The Problem With GoalsYou gotta get a plan, manOver on the
"Fist Full of Talent" website, a resource for those on the recruiting side of HR, there has been an ongoing discussion about the value of setting goals vs. the importance of creating and following plans. It seems a little circular to me - you need both, don't you? - but in these difficult times, actual, tangible plans go a long way to calm the Reptilian brain in all of us.
Which brings me to an interesting tale of contrasts.
Which "G" would you rather be?
or 
IN THE EARLY years of this decade,
General Motors had a goal, and it was 29. Determined to boost its flagging profits and reverse a long, steady fall from postwar dominance, the automotive giant did the natural thing: it set a goal. The company pledged to recapture 29 percent of the American market, the share it had ebbed past in 1999. The number 29 became a corporate mantra, and some GM executives took to wearing lapel pins with the number emblazoned on them.
It didn't work. GM never did regain 29 percent of the market, and today, facing the possibility of bankruptcy, it looks even less likely to do so. The lapel pins are gone, and that number isn't much heard from the company.
GE, meanwhile, had goals, too. But they invested vast amounts of money during the last 20 years on programs such as
LeanSixSigma and High Performance Organizations that tied goals to specific plans. The goal was the start of the process, not the end. Instead of goals taking the place of independent thinking and initiative, as seemed to happen at GM, goals were meant to spur those qualities.
In short, as one "Fist" debater pointed out:
"Goals gave us GE and Southwest, but they also gave us GM and Enron."While we don't want to discourage people from setting reasonable and broad goals, the research is showing clearly that the more narrowly focused the goal, the more apt people are to stretch the truth and, quite frankly, cheat to reach the goal.
In a recent paper,
"Goals Gone Wild," researchers Maurice Schweitzer of Penn and Lisa Ordonez of the University of Arizona looked at the cheating issue and broadens it.
They recount the hostile, dysfunctional, and ultimately criminal atmosphere created at Enron by its practice of rewarding executives based on meeting specific revenue targets. They describe how Sears, Roebuck and Co. started setting sales goals for its auto repair staff in the early 1990s, only to find out that its mechanics were overcharging customers and making unnecessary repairs to hit their numbers.
Narrow corporate goals can keep employees from asking important questions that they otherwise might.
Take the notoriously combustible Ford Pinto. In the late 1960s, Ford CEO Lee Iacocca, determined to take back the market share the company was losing to smaller imports, announced a crash program to create a new car that would be under 2,000 pounds, under $2,000, and would go on sale in 1970. Desperate to meet the conditions and the deadline, company executives ignored and then played down questions about the safety of the car's design. As a result, the Pinto, with a fuel tank just behind the rear axle, was uniquely prone to igniting upon impact, and 53 people died in such fires.
Other work suggests that goals with rewards, if not carefully
calibrated, can short-circuit our intrinsic enthusiasm for a task - or
even interrupt our learning process. Barry Schwartz, a social
psychologist at Swarthmore College who has studied decision making,
found that subjects paid money to complete a slightly confusing task
were significantly worse at figuring out the rules, even after
completing it, than those who had received no reward.
The research underscores some of the new "common sense" we've been pointing to at RapidChange. Goals are the start of a process that moves to an operating plan, a continuous improvement model and a strong link to values. When the "goal" becomes the beginning and the end, our attention can be led dangerously astray.
I'll leave you with this familiar story: In a famous 1999 study by the psychologists Daniel Simons and Christopher Chabris, subjects watching a video clip were told to count the number of times people in a group pass a basketball among themselves. Most concentrate so hard on the goal that they become blind to other information, utterly failing to notice when a woman in a gorilla suit walks through the middle of the group.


• Action item
Print the records below exactly. Omit every picture.

(Data extracted from a collection)
▬▬▬▬▬▬▬▬▬▬

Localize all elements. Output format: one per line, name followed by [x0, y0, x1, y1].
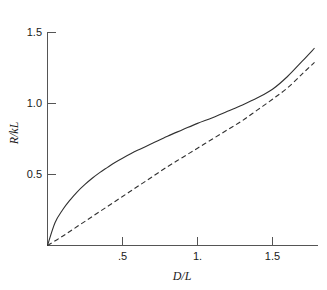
x-tick-label-1.0: 1. — [193, 250, 202, 262]
x-tick-label-1.5: 1.5 — [265, 250, 280, 262]
y-axis-title: R/kL — [7, 121, 21, 145]
x-axis-title: D/L — [172, 269, 192, 283]
y-tick-label-0.5: 0.5 — [27, 168, 42, 180]
chart-figure: 1.5 1.0 0.5 .5 1. 1.5 D/L R/kL — [0, 0, 327, 290]
line-chart: 1.5 1.0 0.5 .5 1. 1.5 D/L R/kL — [0, 0, 327, 290]
y-tick-label-1.0: 1.0 — [27, 97, 42, 109]
series-line-dashed — [48, 62, 315, 245]
x-tick-label-0.5: .5 — [118, 250, 127, 262]
y-tick-label-1.5: 1.5 — [27, 26, 42, 38]
series-line-solid — [48, 48, 315, 245]
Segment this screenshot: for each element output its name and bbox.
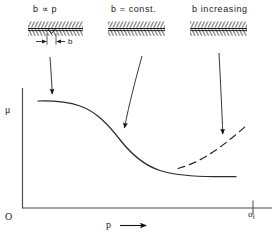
panel-increasing-diagram	[190, 22, 247, 36]
panel-label-increasing: b increasing	[192, 4, 248, 14]
hatch-band-upper	[28, 22, 83, 28]
hatch-band-upper	[190, 22, 247, 28]
panel-constant-diagram	[108, 22, 165, 36]
figure-canvas	[0, 0, 275, 240]
y-axis-label: μ	[5, 104, 10, 115]
arrow-panel3-to-branch	[219, 53, 223, 134]
x-axis-tick-label-sigma-f: σf	[248, 209, 255, 220]
x-axis-label: p	[106, 219, 111, 230]
origin-label: O	[5, 211, 12, 222]
arrow-panel1-to-plateau	[50, 57, 52, 94]
panel-label-proportional: b ∝ p	[33, 4, 57, 14]
sigma-subscript: f	[253, 213, 255, 220]
hatch-band-upper	[108, 22, 165, 28]
mu-branch-curve-dashed	[178, 125, 247, 169]
dimension-label-b: b	[68, 37, 72, 46]
panel-label-constant: b = const.	[111, 4, 156, 14]
arrow-panel2-to-descent	[125, 56, 143, 128]
panel-proportional-diagram	[28, 22, 83, 45]
figure-root: b ∝ p b = const. b increasing b μ O p σf	[0, 0, 275, 240]
mu-main-curve	[38, 101, 236, 177]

▬▬▬▬▬▬▬▬▬▬

• Task result
Localize all elements. Output format: one per line, name followed by [x0, y0, x1, y1].
x-tick-label-1.0: 1. — [193, 250, 202, 262]
x-tick-label-1.5: 1.5 — [265, 250, 280, 262]
y-axis-title: R/kL — [7, 121, 21, 145]
x-axis-title: D/L — [172, 269, 192, 283]
y-tick-label-0.5: 0.5 — [27, 168, 42, 180]
chart-figure: 1.5 1.0 0.5 .5 1. 1.5 D/L R/kL — [0, 0, 327, 290]
line-chart: 1.5 1.0 0.5 .5 1. 1.5 D/L R/kL — [0, 0, 327, 290]
y-tick-label-1.0: 1.0 — [27, 97, 42, 109]
series-line-dashed — [48, 62, 315, 245]
x-tick-label-0.5: .5 — [118, 250, 127, 262]
y-tick-label-1.5: 1.5 — [27, 26, 42, 38]
series-line-solid — [48, 48, 315, 245]
Segment this screenshot: for each element output its name and bbox.
panel-increasing-diagram	[190, 22, 247, 36]
panel-label-increasing: b increasing	[192, 4, 248, 14]
hatch-band-upper	[28, 22, 83, 28]
hatch-band-upper	[190, 22, 247, 28]
panel-constant-diagram	[108, 22, 165, 36]
figure-canvas	[0, 0, 275, 240]
y-axis-label: μ	[5, 104, 10, 115]
arrow-panel3-to-branch	[219, 53, 223, 134]
x-axis-tick-label-sigma-f: σf	[248, 209, 255, 220]
x-axis-label: p	[106, 219, 111, 230]
origin-label: O	[5, 211, 12, 222]
arrow-panel1-to-plateau	[50, 57, 52, 94]
panel-label-proportional: b ∝ p	[33, 4, 57, 14]
sigma-subscript: f	[253, 213, 255, 220]
hatch-band-upper	[108, 22, 165, 28]
mu-branch-curve-dashed	[178, 125, 247, 169]
dimension-label-b: b	[68, 37, 72, 46]
panel-label-constant: b = const.	[111, 4, 156, 14]
arrow-panel2-to-descent	[125, 56, 143, 128]
panel-proportional-diagram	[28, 22, 83, 45]
figure-root: b ∝ p b = const. b increasing b μ O p σf	[0, 0, 275, 240]
mu-main-curve	[38, 101, 236, 177]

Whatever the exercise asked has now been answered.